QuadrigaCX's inadvertent transfer due to 'platform setting error'

The court-appointed monitor overseeing the search for the roughly $260 million owed to clients of the embattled QuadrigaCX cryptocurrency exchange says the bitcoin transfer it "inadvertently" made this month was due to a "platform setting error" that prompted the automatic transaction.

Report also says crypotcurrency exchange has 'no accessible funds' to fund its creditor protection proceedings

smiling man in sweater
The sudden death of Gerald Cotten, founder of QuadrigaCX, sent the cryptocurrency exchange into a tailspin. (Facebook/QuadrigaCX)

The court-appointed monitor overseeing the search for the roughly $260 million owed to clients of the embattled QuadrigaCX cryptocurrency exchange says the bitcoin transfer it "inadvertently" made this month was due to a "platform setting error" that prompted the automatic transaction.

Ernst & Young also said in its second report that it has confirmed that the insolvent company's cold-storage wallets continue to hold approximately 104 bitcoins. It had said that 103 bitcoins had been transferred out on Feb. 6.

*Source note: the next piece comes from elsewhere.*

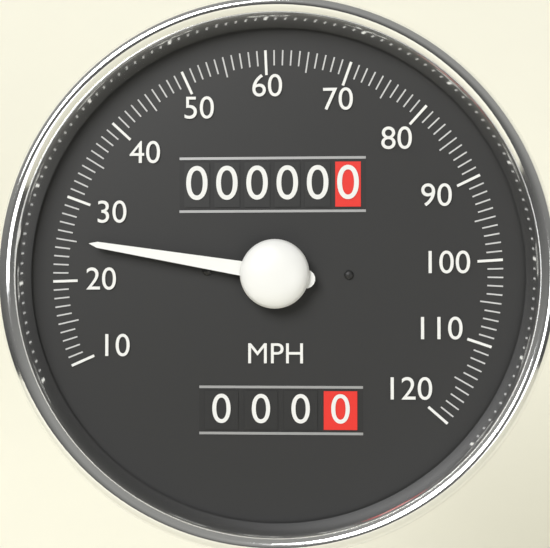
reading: 25 MPH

The report adds that the Vancouver-based company on Feb. 14 transferred bitcoin, litecoin and other cryptocurrencies over to cold-storage, or offline, wallets controlled by the court-appointed monitor.

The monitor says QuadrigaCX transferred roughly 51.1 bitcoins, 33.3 bitcoin cash, 2,032.7 in bitcoin gold, 822.3 litecoin and 951.5 ether, which will be held pending further order of the court.

The report also says that the cryptocurrency exchange, which was granted creditor protection and appointed a monitor earlier this month, has "no accessible funds" to fund its creditor protection proceedings and pay creditors other than interim financing "which will be exhausted in the near term."

Ernst & Young says there are three immediate sources of funds available, such as bank drafts and money held by third-party processors, and the company and the monitor are taking steps to facilitate access.

This week, aNova Scotia Supreme Court judge appointed Toronto law firm Miller Thomson along with the Halifax firm Cox & Palmer as representative counsel for 115,000 clients owed money.